Is Barcode Verification Necessary?
Some companies verify their barcodes, while others don’t. Whatever side of the divide they occupy, all of them have their reasons. Those who do not are the most interesting. Here are some of the reasons:
- Our new, state-of-the-art printers and barcode design software are assuring us that our barcodes will be good. The sales rep said so.
- We have been in business for over 20 years, and we’ve never had a barcode problem.
- Endless hours and millions of dollars are invested in this project. Once we bring it to market, we will have the time and bandwidth to verify the barcodes.
- We are an honest company that does everything to the best of our ability. Bad things won’t happen to us.
Much of the reasoning isn’t really reasoning at all—it’s belief. There is a big difference. State-of-the-art equipment does not shift responsibility to others. A history of no problems is not an infallible guarantee of a future without problems. Endless hours and money spent is exactly what is at risk initially. In the real world, bad things happen to good people.
Barcode Risk is Business Risk
Bad barcodes are a risk. Barcode risk is business risk. Risk is not binary—it isn’t a question of whether or not there is risk. The question is, how much? The math is simple but easy to avoid:
What are the chances the barcode might fail? Multiply this by the cost to the project if it does. Then, compare this to the cost of a verifier. There’s your answer.
An entry-level digital printer can cost from $15,000 to $50,000. A mid-range digital press costs $50,000 to $200,000. On the low end, let’s say $100,000 is at risk.
Direct and Indirect Damage
The direct financial damage of a bad barcode includes the cost of materials and labor, express shipping, and lost margin. Retail chargebacks range from $1000 to $10,000 per incident. Non-compliant UDI labels on a medical device trigger FDA warnings and costs of $50,000 to $500.000. Serialization errors in pharma can halt production lines, costing $100,000 or more per day.
Indirect costs include the potential lifetime value loss of a client relationship and reputational damage. Word spreads quickly. You may incur insurance and legal costs, as well as operational disruption. Critical businesspeople will be distracted for weeks or months dealing with the blowback, leaving a gap in business operations that could cascade into new problems.
This is just the lower-end small business metrics. Mid-range and larger businesses have higher financial exposure. A lot also depends on the nature of the barcode problem. A minor issue can cost less than a catastrophic failure, even if the indirect costs are similar.
The Best for Last
Saving the best for last, there are two additional excuses we hear for not verifying your barcodes:
Business is Bad Right Now.
There are some mysterious gymnastics in this rationale. When the business is producing fewer products, is a potential risk less important? If, in the so-called bad times, there is an opportunity to attract new business by purchasing a new piece of equipment, wouldn’t that investment be justified? Investing $5000 to $20,000 in a verifier, including installation and training.
Verifiers are expensive
Like most tools, a barcode verifier is expensive when viewed solely as a capital expense. But buying a verifier isn’t the only way to benefit from one. A barcode testing service can do the same thing without the initial investment and training costs. Plus you get an already-trained barcode expert to explain the verification report and how to improve grading.
It’s not always what you know—sometimes it’s who you know.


Your copy should run exactly from the line containing "This screenshot has" to the last line of the entries below, and it should include no pictures.

------ TASK DATA

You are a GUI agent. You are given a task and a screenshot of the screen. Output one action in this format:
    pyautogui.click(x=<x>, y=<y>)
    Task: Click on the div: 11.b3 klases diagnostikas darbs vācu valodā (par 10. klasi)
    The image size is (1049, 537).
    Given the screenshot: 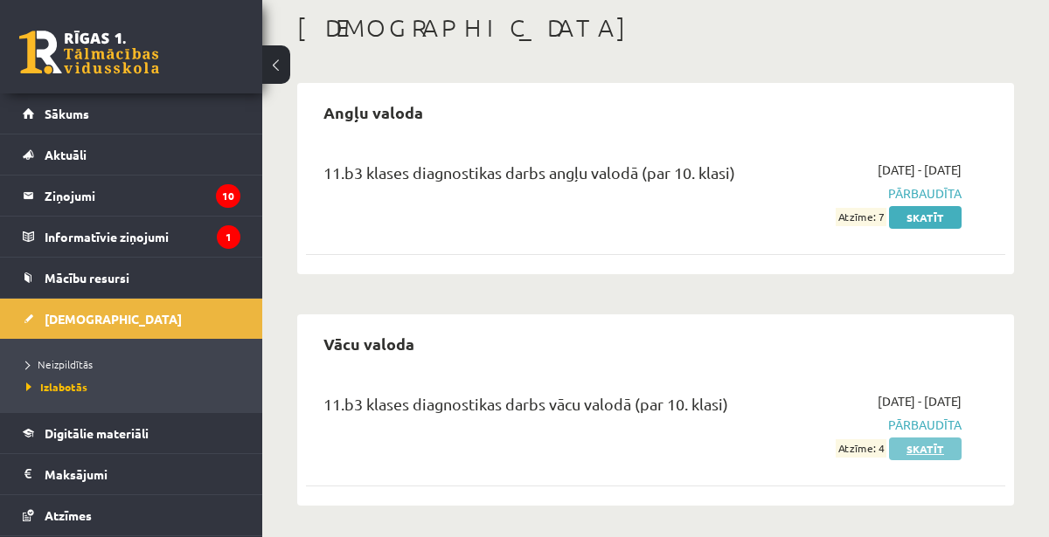 What is the action you would take?
    pyautogui.click(x=531, y=408)
    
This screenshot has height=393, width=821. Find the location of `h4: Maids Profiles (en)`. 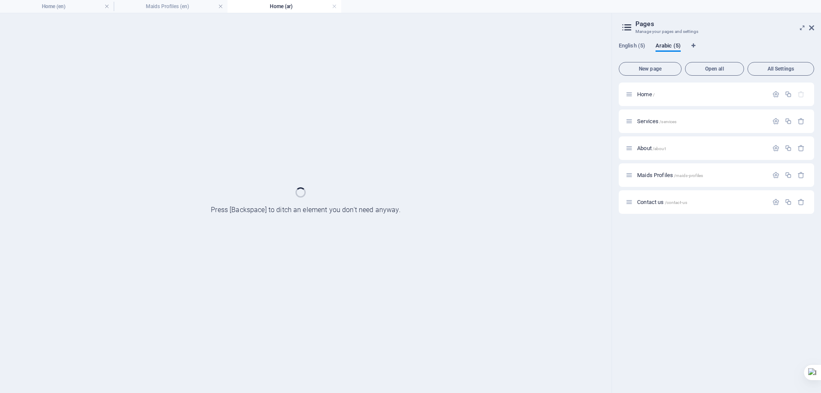

h4: Maids Profiles (en) is located at coordinates (171, 6).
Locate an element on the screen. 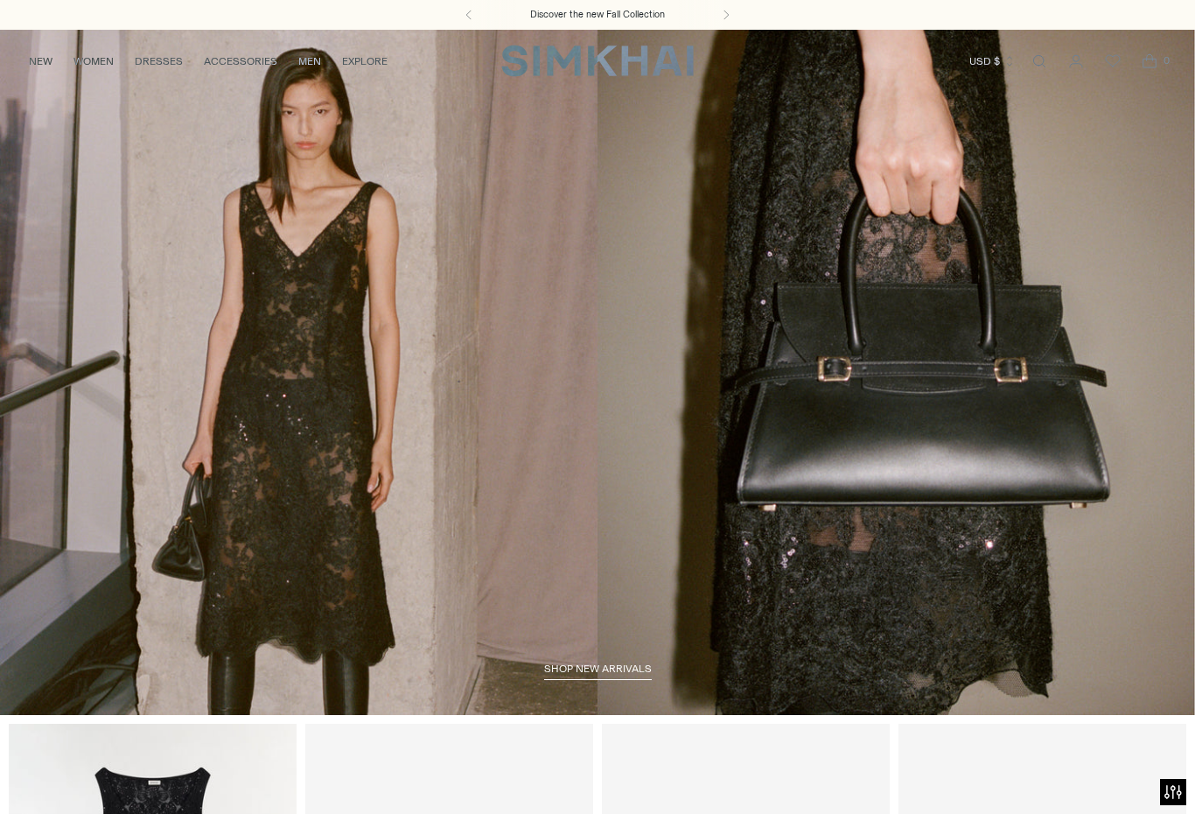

------------

## ANSWER TO THIS PROBLEM
This screenshot has height=393, width=821. Find the location of `h4: Maids Profiles (en)`. 

h4: Maids Profiles (en) is located at coordinates (171, 6).
Locate an element on the screen. 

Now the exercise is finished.